A Kaurna elder, Uncle Moogy, performs a traditional smoking ceremony with spectators, in Adelaide, Australia on Thursday.
ADELAIDE/SYDNEY--A First Nations group leading the push for the constitutional recognition of Australia's Indigenous people called on all citizens on Thursday to vote in favour of the change to help bring the country together.
Australia is preparing for a landmark referendum to change its constitution to include an Indigenous "Voice", which is a representative body that can advise parliament on policies affecting the Aboriginal and Torres Islander people.
The more than 800,000 Indigenous people and their ancestors have inhabited the land for about 65,000 years. But there is no mention of them in Australia's constitution.

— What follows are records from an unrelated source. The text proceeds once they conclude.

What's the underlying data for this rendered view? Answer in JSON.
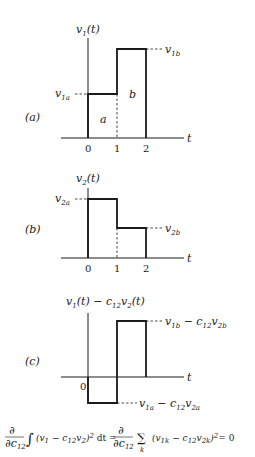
{
  "figure": {
    "panel_a": {
      "tag": "(a)",
      "ylabel": "v",
      "ylabel_sub": "1",
      "ylabel_arg": "(t)",
      "xlabel": "t",
      "ticks": [
        "0",
        "1",
        "2"
      ],
      "level_a_label": "v",
      "level_a_sub": "1a",
      "level_b_label": "v",
      "level_b_sub": "1b",
      "region_a": "a",
      "region_b": "b"
    },
    "panel_b": {
      "tag": "(b)",
      "ylabel": "v",
      "ylabel_sub": "2",
      "ylabel_arg": "(t)",
      "xlabel": "t",
      "ticks": [
        "0",
        "1",
        "2"
      ],
      "level_a_label": "v",
      "level_a_sub": "2a",
      "level_b_label": "v",
      "level_b_sub": "2b"
    },
    "panel_c": {
      "tag": "(c)",
      "ylabel_1": "v",
      "ylabel_1_sub": "1",
      "ylabel_mid": "(t) − c",
      "ylabel_c_sub": "12",
      "ylabel_2": "v",
      "ylabel_2_sub": "2",
      "ylabel_arg": "(t)",
      "xlabel": "t",
      "origin": "0",
      "top_label_v": "v",
      "top_label_v_sub": "1b",
      "top_label_mid": " − c",
      "top_label_c_sub": "12",
      "top_label_v2": "v",
      "top_label_v2_sub": "2b",
      "bot_label_v": "v",
      "bot_label_v_sub": "1a",
      "bot_label_mid": " − c",
      "bot_label_c_sub": "12",
      "bot_label_v2": "v",
      "bot_label_v2_sub": "2a"
    },
    "equation": {
      "partial": "∂",
      "dc": "∂c",
      "dc_sub": "12",
      "integral": "∫",
      "integrand": "(v",
      "i_sub1": "1",
      "i_minus": " − c",
      "i_sub12": "12",
      "i_v2": "v",
      "i_sub2": "2",
      "i_close": ")",
      "i_sq": "2",
      "dt": " dt =",
      "sum": "∑",
      "sum_idx": "k",
      "s_open": "(v",
      "s_sub1k": "1k",
      "s_minus": " − c",
      "s_sub12": "12",
      "s_v2": "v",
      "s_sub2k": "2k",
      "s_close": ")",
      "s_sq": "2",
      "equals_zero": "= 0"
    }
  }
}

Dean Parkin, director of "From the Heart", a campaign group, said voting yes was the referendum was a chance for all Australians to connect. "It means you get to connect your sense of what it means to be Australian to the oldest continuous culture on Earth," he told an audience in Adelaide where the campaign was launched. "It is a very small thing, it's a modest thing, and yet very profound."
The government is expected to introduce a bill in parliament in March outlining the proposed changes to the constitution. Once approved in parliament, the referendum will be put to Australians. The only way to change the constitution is by holding a referendum.
"We are kicking off a process that is going to result in millions of conversations between now and the referendum," Parkin said.
"It's time, history is calling," another speaker said at the event.
The referendum is one of Prime Minister Anthony Albanese's key initiatives and he has staked much of his political capital on it. There have been 44 proposals for constitutional change in 19 referendums in Australia, but only eight have been approved.
In the last referendum in 1999, Australians voted against changing the constitution to establish the Commonwealth of Australia as a republic with the British monarch and Governor-General being replaced by a president appointed by parliament.